Prague Fatale
Details
- Description
- Full Record
- Author Notes
- Contents
- Excerpts
- Reviews
- Summary
- A\\V Summary
Searching for more content…
A Kirkus Reviews Top Ten Crime Novel for 2012
September 1941: Reinhard Heydrich is hosting a gathering to celebrate his appointment as Reichsprotector of Czechoslovakia. He has chosen his guests with care. All are high-ranking Party
A Kirkus Reviews Top Ten Crime Novel for 2012
September 1941: Reinhard Heydrich is hosting a gathering to celebrate his appointment as Reichsprotector of Czechoslovakia. He has chosen his guests with care. All are high-ranking Party members and each is a suspect in a crime as yet to be committed: the murder of Heydrich himself.
Indeed, a murder does occur, but the victim is a young adjutant on Heydrich’s staff, found dead in his room, the door and windows bolted from the inside. Anticipating foul play, Heydrich had already ordered Bernie Gunther to Prague. After more than a decade in Berlin's Kripo, Bernie had jumped ship as the Nazis came to power, setting himself up as a private detective. But Heydrich, who managed to subsume Kripo into his own SS operations, has forced Bernie back to police work. Now, searching for the killer, Gunther must pick through the lives of some of the Reich’s most odious officials.
A perfect locked-room mystery. But because Philip Kerr is a master of the sleight of hand, Prague Fatale is also a tense political thriller: a complex tale of spies, partisan terrorists, vicious infighting, and a turncoat traitor situated in the upper reaches of the Third Reich.
Baker & Taylor
In 1941 Prague, private detective Bernie Gunther must sort through a roomful of murderous high-ranking Nazi Party members to discover who killed a young member of Reinhard Heydrich's staff.
Baker
& Taylor
In 1941 Prague, private detective Bernie Gunther must sort through a roomful of murderous high-ranking Nazi Party members to discover who killed a young member of Reinhard Heydrich's staff. By the author of
"A Marian Wood book."
Community Activity
Find it at NYPL
Loading...
Other Formats
- eBook: Check availability» Go to eBook




Comment
Add a CommentVery different than the other ones in the series. Weaving the usual Bernie Gunther stuff with an Agatha Christie style whodunit and the historical overtones. It is difficult to write a book set during WWII and keep the realism intact (not succumbing to black and white) but I think Kerr achieves it.
Bernie is the best. Treat yourself and start at the beginning with March Violets and work your way to this one. Which is masterful writing about a fascinating character.
Another gripping Bernie Gunther story. Just finished reading Rise and Fall of the Third Reich, so all of the names have more of a context now. Can't wait to see what Kerr puts this fellow through next.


Copy out all of the records. Keep every word exact.
____
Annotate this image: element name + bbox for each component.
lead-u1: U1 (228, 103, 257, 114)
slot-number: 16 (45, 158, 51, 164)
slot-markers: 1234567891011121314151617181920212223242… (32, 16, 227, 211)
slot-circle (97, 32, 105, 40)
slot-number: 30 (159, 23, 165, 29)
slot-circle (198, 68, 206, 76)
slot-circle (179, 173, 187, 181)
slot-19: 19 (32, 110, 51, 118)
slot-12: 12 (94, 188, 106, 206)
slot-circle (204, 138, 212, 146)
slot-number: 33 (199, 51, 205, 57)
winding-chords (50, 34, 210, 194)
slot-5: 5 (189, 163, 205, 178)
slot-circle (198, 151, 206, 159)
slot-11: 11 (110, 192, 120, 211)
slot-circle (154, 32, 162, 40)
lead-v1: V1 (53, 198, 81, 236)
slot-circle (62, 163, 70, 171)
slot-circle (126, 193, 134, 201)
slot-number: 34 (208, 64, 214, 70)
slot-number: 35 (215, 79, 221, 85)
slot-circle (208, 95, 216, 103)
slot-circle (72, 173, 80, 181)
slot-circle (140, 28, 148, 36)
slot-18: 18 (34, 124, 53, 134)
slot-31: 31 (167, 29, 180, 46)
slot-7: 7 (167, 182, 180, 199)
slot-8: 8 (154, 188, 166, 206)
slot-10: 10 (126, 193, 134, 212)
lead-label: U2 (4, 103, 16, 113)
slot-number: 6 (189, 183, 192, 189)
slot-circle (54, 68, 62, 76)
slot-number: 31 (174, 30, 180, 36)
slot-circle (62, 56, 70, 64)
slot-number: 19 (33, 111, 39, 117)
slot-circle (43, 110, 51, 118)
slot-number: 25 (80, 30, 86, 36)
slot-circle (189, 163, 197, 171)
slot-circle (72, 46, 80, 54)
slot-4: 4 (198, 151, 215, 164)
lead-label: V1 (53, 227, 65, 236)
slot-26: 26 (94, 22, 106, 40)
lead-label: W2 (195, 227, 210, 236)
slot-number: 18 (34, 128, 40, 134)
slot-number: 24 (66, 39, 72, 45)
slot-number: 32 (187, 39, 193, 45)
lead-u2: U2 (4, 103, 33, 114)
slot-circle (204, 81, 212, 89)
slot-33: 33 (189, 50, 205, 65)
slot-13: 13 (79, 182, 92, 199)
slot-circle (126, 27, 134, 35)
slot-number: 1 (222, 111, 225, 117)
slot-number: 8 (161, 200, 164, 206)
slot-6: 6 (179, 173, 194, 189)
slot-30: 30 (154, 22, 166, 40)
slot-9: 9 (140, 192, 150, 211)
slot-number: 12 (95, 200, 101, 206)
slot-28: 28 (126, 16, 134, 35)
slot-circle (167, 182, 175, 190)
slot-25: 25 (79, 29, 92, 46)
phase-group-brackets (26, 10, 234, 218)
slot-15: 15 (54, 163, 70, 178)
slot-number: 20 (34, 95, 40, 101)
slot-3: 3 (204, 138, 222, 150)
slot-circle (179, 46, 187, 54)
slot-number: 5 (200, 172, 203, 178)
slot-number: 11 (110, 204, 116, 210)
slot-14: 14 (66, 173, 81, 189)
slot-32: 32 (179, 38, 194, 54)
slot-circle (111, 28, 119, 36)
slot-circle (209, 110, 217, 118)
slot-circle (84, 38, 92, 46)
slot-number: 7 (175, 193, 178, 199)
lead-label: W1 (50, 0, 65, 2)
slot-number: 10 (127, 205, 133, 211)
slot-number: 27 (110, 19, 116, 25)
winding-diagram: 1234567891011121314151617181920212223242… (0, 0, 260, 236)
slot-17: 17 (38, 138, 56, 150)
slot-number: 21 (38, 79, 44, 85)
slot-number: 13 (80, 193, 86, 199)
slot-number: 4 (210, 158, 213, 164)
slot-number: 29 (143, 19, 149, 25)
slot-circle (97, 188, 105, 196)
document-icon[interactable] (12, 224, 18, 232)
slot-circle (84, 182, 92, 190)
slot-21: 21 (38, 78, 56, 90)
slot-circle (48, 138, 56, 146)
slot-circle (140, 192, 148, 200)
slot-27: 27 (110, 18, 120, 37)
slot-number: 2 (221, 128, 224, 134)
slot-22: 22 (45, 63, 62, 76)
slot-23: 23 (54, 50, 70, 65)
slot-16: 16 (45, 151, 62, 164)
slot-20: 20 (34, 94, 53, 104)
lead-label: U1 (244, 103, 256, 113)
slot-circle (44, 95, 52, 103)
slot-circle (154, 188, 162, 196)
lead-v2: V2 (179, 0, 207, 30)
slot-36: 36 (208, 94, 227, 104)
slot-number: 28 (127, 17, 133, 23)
____
**Response**
Annotate this image: element name + bbox for each component.
lead-u1: U1 (228, 103, 257, 114)
slot-number: 16 (45, 158, 51, 164)
slot-markers: 1234567891011121314151617181920212223242… (32, 16, 227, 211)
slot-circle (97, 32, 105, 40)
slot-number: 30 (159, 23, 165, 29)
slot-circle (198, 68, 206, 76)
slot-circle (179, 173, 187, 181)
slot-19: 19 (32, 110, 51, 118)
slot-12: 12 (94, 188, 106, 206)
slot-circle (204, 138, 212, 146)
slot-number: 33 (199, 51, 205, 57)
winding-chords (50, 34, 210, 194)
slot-5: 5 (189, 163, 205, 178)
slot-circle (198, 151, 206, 159)
slot-11: 11 (110, 192, 120, 211)
slot-circle (154, 32, 162, 40)
lead-v1: V1 (53, 198, 81, 236)
slot-circle (62, 163, 70, 171)
slot-circle (126, 193, 134, 201)
slot-number: 34 (208, 64, 214, 70)
slot-number: 35 (215, 79, 221, 85)
slot-circle (208, 95, 216, 103)
slot-circle (72, 173, 80, 181)
slot-circle (140, 28, 148, 36)
slot-18: 18 (34, 124, 53, 134)
slot-31: 31 (167, 29, 180, 46)
slot-7: 7 (167, 182, 180, 199)
slot-8: 8 (154, 188, 166, 206)
slot-10: 10 (126, 193, 134, 212)
lead-label: U2 (4, 103, 16, 113)
slot-number: 6 (189, 183, 192, 189)
slot-circle (54, 68, 62, 76)
slot-number: 31 (174, 30, 180, 36)
slot-circle (62, 56, 70, 64)
slot-number: 19 (33, 111, 39, 117)
slot-circle (43, 110, 51, 118)
slot-number: 25 (80, 30, 86, 36)
slot-circle (189, 163, 197, 171)
slot-circle (72, 46, 80, 54)
slot-4: 4 (198, 151, 215, 164)
lead-label: V1 (53, 227, 65, 236)
slot-26: 26 (94, 22, 106, 40)
lead-label: W2 (195, 227, 210, 236)
slot-number: 18 (34, 128, 40, 134)
slot-number: 24 (66, 39, 72, 45)
slot-number: 32 (187, 39, 193, 45)
lead-u2: U2 (4, 103, 33, 114)
slot-circle (204, 81, 212, 89)
slot-33: 33 (189, 50, 205, 65)
slot-13: 13 (79, 182, 92, 199)
slot-circle (126, 27, 134, 35)
slot-number: 1 (222, 111, 225, 117)
slot-number: 8 (161, 200, 164, 206)
slot-6: 6 (179, 173, 194, 189)
slot-30: 30 (154, 22, 166, 40)
slot-9: 9 (140, 192, 150, 211)
slot-number: 12 (95, 200, 101, 206)
slot-28: 28 (126, 16, 134, 35)
slot-circle (167, 182, 175, 190)
slot-25: 25 (79, 29, 92, 46)
phase-group-brackets (26, 10, 234, 218)
slot-15: 15 (54, 163, 70, 178)
slot-number: 20 (34, 95, 40, 101)
slot-3: 3 (204, 138, 222, 150)
slot-circle (179, 46, 187, 54)
slot-number: 5 (200, 172, 203, 178)
slot-number: 11 (110, 204, 116, 210)
slot-14: 14 (66, 173, 81, 189)
slot-32: 32 (179, 38, 194, 54)
slot-circle (111, 28, 119, 36)
slot-circle (209, 110, 217, 118)
slot-circle (84, 38, 92, 46)
slot-number: 7 (175, 193, 178, 199)
lead-label: W1 (50, 0, 65, 2)
slot-number: 10 (127, 205, 133, 211)
slot-number: 27 (110, 19, 116, 25)
winding-diagram: 1234567891011121314151617181920212223242… (0, 0, 260, 236)
slot-17: 17 (38, 138, 56, 150)
slot-number: 21 (38, 79, 44, 85)
slot-number: 13 (80, 193, 86, 199)
slot-number: 4 (210, 158, 213, 164)
slot-number: 29 (143, 19, 149, 25)
slot-circle (97, 188, 105, 196)
document-icon[interactable] (12, 224, 18, 232)
slot-circle (84, 182, 92, 190)
slot-21: 21 (38, 78, 56, 90)
slot-circle (48, 138, 56, 146)
slot-circle (140, 192, 148, 200)
slot-27: 27 (110, 18, 120, 37)
slot-number: 2 (221, 128, 224, 134)
slot-22: 22 (45, 63, 62, 76)
slot-23: 23 (54, 50, 70, 65)
slot-16: 16 (45, 151, 62, 164)
slot-20: 20 (34, 94, 53, 104)
lead-label: U1 (244, 103, 256, 113)
slot-circle (44, 95, 52, 103)
slot-circle (154, 188, 162, 196)
lead-v2: V2 (179, 0, 207, 30)
slot-36: 36 (208, 94, 227, 104)
slot-number: 28 (127, 17, 133, 23)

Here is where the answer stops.